Get opened by showing recipients a sample of your message
Eight out of 10 businesspeople and more than half of consumers use preview panes to decide whether to open an email, according to Lyris Technologies.
That makes the preview pane one of the four elements desktop and laptop recipients consider when deciding whether to open or delete your email message. (If you’re just crafting your subject line, you’re ignoring 75% of these elements.)
Feel the pane.
But the preview pane can be a pain to email communicators. According to a survey by EmailLabs:
- More than half of email recipients don’t see images in the preview pane because their companies or email programs block them. Counting on an image to get their attention? Chances are, you won’t get through.
- Three-quarters of email recipients who use a preview pane use it in a horizontal format. That means they can only see four inches or so of your message. However, one-quarter use a vertical pane, so you can’t count on that four-inch horizontal bar of real estate being seen by all your recipients.
- Nearly half look at just the first few lines to decide whether they want to read your message.
Overcome the pane barrier.
How do you make the preview pane work for you?
- Sell your content in the top left corner. That two- to four-inch space is where horizontal and vertical panes intersect — and it’s all you can count on previewers viewing.

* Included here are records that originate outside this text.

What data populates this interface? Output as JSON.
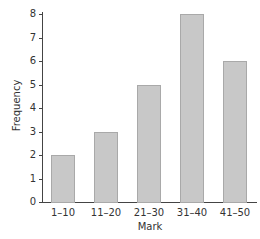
{
  "chart_data": {
    "type": "bar",
    "title": "",
    "xlabel": "Mark",
    "ylabel": "Frequency",
    "categories": [
      "1–10",
      "11–20",
      "21–30",
      "31–40",
      "41–50"
    ],
    "values": [
      2,
      3,
      5,
      8,
      6
    ],
    "ylim": [
      0,
      8
    ],
    "yticks": [
      "0",
      "1",
      "2",
      "3",
      "4",
      "5",
      "6",
      "7",
      "8"
    ],
    "grid": false,
    "legend": null,
    "bar_color": "#c8c8c8"
  }
}
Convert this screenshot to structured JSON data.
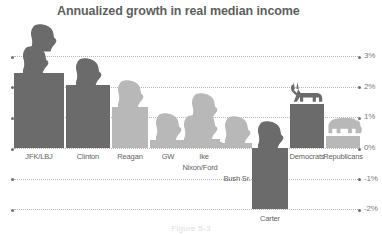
{
  "chart_data": {
    "type": "bar",
    "title": "Annualized growth in real median income",
    "xlabel": "",
    "ylabel": "",
    "ylim": [
      -2.3,
      3.3
    ],
    "yticks": [
      3,
      2,
      1,
      0,
      -1,
      -2
    ],
    "ytick_labels": [
      "3%",
      "2%",
      "1%",
      "0%",
      "-1%",
      "-2%"
    ],
    "grid": true,
    "legend": "none",
    "categories": [
      "JFK/LBJ",
      "Clinton",
      "Reagan",
      "GW",
      "Ike",
      "Nixon/Ford",
      "Bush Sr.",
      "Carter",
      "Democrats",
      "Republicans"
    ],
    "values": [
      2.45,
      2.05,
      1.35,
      0.25,
      0.3,
      0.2,
      0.15,
      -2.0,
      1.45,
      0.4
    ],
    "party": [
      "dem",
      "dem",
      "rep",
      "rep",
      "rep",
      "rep",
      "rep",
      "dem",
      "dem",
      "rep"
    ],
    "icons": [
      "head",
      "head",
      "head",
      "head",
      "head",
      "head",
      "head",
      "head",
      "donkey",
      "elephant"
    ],
    "icon_counts": [
      2,
      1,
      1,
      1,
      1,
      2,
      1,
      1,
      1,
      1
    ]
  },
  "axis": {
    "ticks": [
      {
        "label": "3%",
        "value": 3
      },
      {
        "label": "2%",
        "value": 2
      },
      {
        "label": "1%",
        "value": 1
      },
      {
        "label": "0%",
        "value": 0
      },
      {
        "label": "-1%",
        "value": -1
      },
      {
        "label": "-2%",
        "value": -2
      }
    ]
  },
  "bars": [
    {
      "label": "JFK/LBJ",
      "value": 2.45,
      "party": "dem"
    },
    {
      "label": "Clinton",
      "value": 2.05,
      "party": "dem"
    },
    {
      "label": "Reagan",
      "value": 1.35,
      "party": "rep"
    },
    {
      "label": "GW",
      "value": 0.25,
      "party": "rep"
    },
    {
      "label": "Ike",
      "value": 0.3,
      "party": "rep"
    },
    {
      "label": "Nixon/Ford",
      "value": 0.2,
      "party": "rep"
    },
    {
      "label": "Bush Sr.",
      "value": 0.15,
      "party": "rep"
    },
    {
      "label": "Carter",
      "value": -2.0,
      "party": "dem"
    },
    {
      "label": "Democrats",
      "value": 1.45,
      "party": "dem"
    },
    {
      "label": "Republicans",
      "value": 0.4,
      "party": "rep"
    }
  ],
  "caption": "Figure 5-3",
  "colors": {
    "democrat_bar": "#6b6b6b",
    "republican_bar": "#b8b8b8",
    "title": "#5f5f5f",
    "gridline": "#b9b9b9",
    "label": "#5f5f5f",
    "background": "#ffffff"
  }
}
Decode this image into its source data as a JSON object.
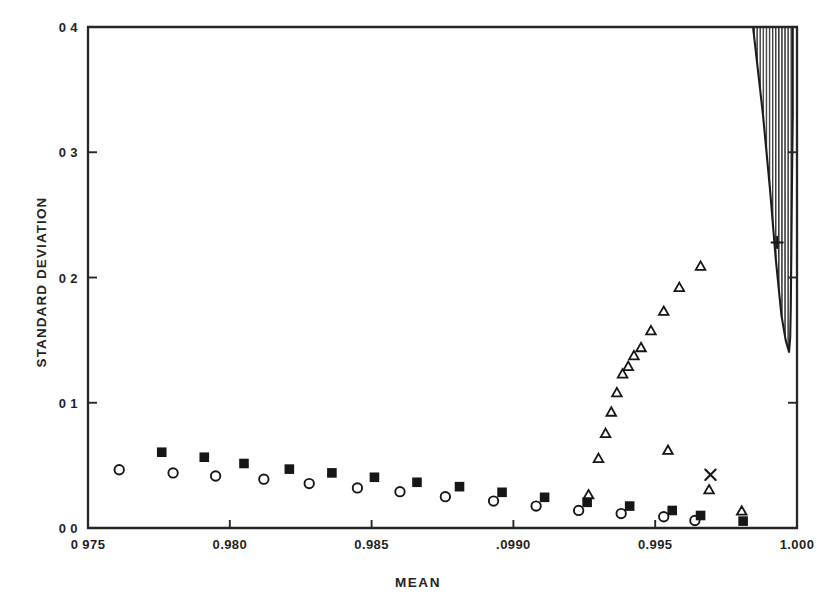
{
  "chart_data": {
    "type": "scatter",
    "title": "",
    "xlabel": "MEAN",
    "ylabel": "STANDARD DEVIATION",
    "xlim": [
      0.975,
      1.0
    ],
    "ylim": [
      0.0,
      0.4
    ],
    "grid": false,
    "legend": "none",
    "xticks": [
      0.975,
      0.98,
      0.985,
      0.99,
      0.995,
      1.0
    ],
    "xtick_labels": [
      "0 975",
      "0.980",
      "0.985",
      ".0990",
      "0.995",
      "1.000"
    ],
    "yticks": [
      0.0,
      0.1,
      0.2,
      0.3,
      0.4
    ],
    "ytick_labels": [
      "0 0",
      "0 1",
      "0 2",
      "0 3",
      "0 4"
    ],
    "series": [
      {
        "name": "filled-square-series",
        "marker": "filled-square",
        "points": [
          {
            "x": 0.9776,
            "y": 0.0605
          },
          {
            "x": 0.9791,
            "y": 0.0565
          },
          {
            "x": 0.9805,
            "y": 0.0515
          },
          {
            "x": 0.9821,
            "y": 0.047
          },
          {
            "x": 0.9836,
            "y": 0.044
          },
          {
            "x": 0.9851,
            "y": 0.0405
          },
          {
            "x": 0.9866,
            "y": 0.0365
          },
          {
            "x": 0.9881,
            "y": 0.033
          },
          {
            "x": 0.9896,
            "y": 0.0285
          },
          {
            "x": 0.9911,
            "y": 0.0245
          },
          {
            "x": 0.9926,
            "y": 0.0205
          },
          {
            "x": 0.9941,
            "y": 0.0175
          },
          {
            "x": 0.9956,
            "y": 0.014
          },
          {
            "x": 0.9966,
            "y": 0.01
          },
          {
            "x": 0.9981,
            "y": 0.0055
          }
        ]
      },
      {
        "name": "open-circle-series",
        "marker": "open-circle",
        "points": [
          {
            "x": 0.9761,
            "y": 0.0465
          },
          {
            "x": 0.978,
            "y": 0.044
          },
          {
            "x": 0.9795,
            "y": 0.0415
          },
          {
            "x": 0.9812,
            "y": 0.039
          },
          {
            "x": 0.9828,
            "y": 0.0355
          },
          {
            "x": 0.9845,
            "y": 0.032
          },
          {
            "x": 0.986,
            "y": 0.029
          },
          {
            "x": 0.9876,
            "y": 0.025
          },
          {
            "x": 0.9893,
            "y": 0.0215
          },
          {
            "x": 0.9908,
            "y": 0.0175
          },
          {
            "x": 0.9923,
            "y": 0.014
          },
          {
            "x": 0.9938,
            "y": 0.0115
          },
          {
            "x": 0.9953,
            "y": 0.009
          },
          {
            "x": 0.9964,
            "y": 0.006
          }
        ]
      },
      {
        "name": "open-triangle-series",
        "marker": "open-triangle",
        "points": [
          {
            "x": 0.99265,
            "y": 0.027
          },
          {
            "x": 0.993,
            "y": 0.056
          },
          {
            "x": 0.99325,
            "y": 0.076
          },
          {
            "x": 0.99345,
            "y": 0.093
          },
          {
            "x": 0.99365,
            "y": 0.1085
          },
          {
            "x": 0.99385,
            "y": 0.1235
          },
          {
            "x": 0.99405,
            "y": 0.1295
          },
          {
            "x": 0.99425,
            "y": 0.138
          },
          {
            "x": 0.9945,
            "y": 0.1445
          },
          {
            "x": 0.99485,
            "y": 0.158
          },
          {
            "x": 0.9953,
            "y": 0.1735
          },
          {
            "x": 0.99585,
            "y": 0.1925
          },
          {
            "x": 0.9966,
            "y": 0.2095
          },
          {
            "x": 0.99545,
            "y": 0.0625
          },
          {
            "x": 0.9969,
            "y": 0.031
          },
          {
            "x": 0.99805,
            "y": 0.014
          }
        ]
      },
      {
        "name": "cross-marker-series",
        "marker": "x-cross",
        "points": [
          {
            "x": 0.99695,
            "y": 0.0425
          }
        ]
      },
      {
        "name": "plus-marker-series",
        "marker": "plus",
        "points": [
          {
            "x": 0.9993,
            "y": 0.228
          }
        ]
      }
    ],
    "shaded_region": {
      "name": "hatched-funnel-region",
      "hatch": "vertical-lines",
      "description": "Narrow tapering hatched band at right edge extending from top of plot down to a rounded tip",
      "left_boundary": [
        {
          "x": 0.99845,
          "y": 0.4
        },
        {
          "x": 0.9988,
          "y": 0.33
        },
        {
          "x": 0.99905,
          "y": 0.27
        },
        {
          "x": 0.99925,
          "y": 0.215
        },
        {
          "x": 0.99945,
          "y": 0.17
        },
        {
          "x": 0.9996,
          "y": 0.15
        },
        {
          "x": 0.99972,
          "y": 0.1405
        }
      ],
      "right_boundary": [
        {
          "x": 0.99985,
          "y": 0.4
        },
        {
          "x": 0.99985,
          "y": 0.33
        },
        {
          "x": 0.99982,
          "y": 0.27
        },
        {
          "x": 0.9998,
          "y": 0.22
        },
        {
          "x": 0.99978,
          "y": 0.175
        },
        {
          "x": 0.99976,
          "y": 0.152
        },
        {
          "x": 0.99972,
          "y": 0.1405
        }
      ]
    }
  },
  "colors": {
    "axis": "#262626",
    "marker": "#161616",
    "text": "#1f1f1f",
    "background": "#ffffff"
  }
}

- Think horizontal. Your second most valuable real estate is the top two to four inches of your message.
- Tweet your key message. Most email systems preview the first 50-75 characters of a message. So write your opening sentence as a tweet — or more like half a tweet, suggests Steve Rubel.
- Focus on text, not graphics. Most people don’t see graphics in the preview pane, so make flags, logos and other images smaller and move them out of the upper-left corner.
- Move administrative information to an administrative center at the bottom of the message.
A world of pane.
“The from and subject lines become the top two points of a triangle, with the third point being the top of your newsletter,” writes Loren McDonald, chief marketing officer of J.L. Halsey, a marketing technology and services firm. “All three have to work together to snag a reader’s eye.”
Have you crafted a preview pane that gets your email message opened?
How can you get your emails opened?
Your subject line is only one of four elements recipients consider before deciding whether to open or click.
If you’re only writing the subject line, you’re losing 75% of your chance to get opened.
Learn to address all four elements of “the envelope” at Think Inside the Inbox, our email-newsletter- and email-marketing-writing workshop that begins Oct. 17.
Plus: Learn how to write email subject lines that get clicked, how to increase campaign revenue by 760% by going beyond personalized emails, and how one organization multiplied campaign success by 1,000% by adding one more data point to tailored emails.
Save up to $100 with our group discounts.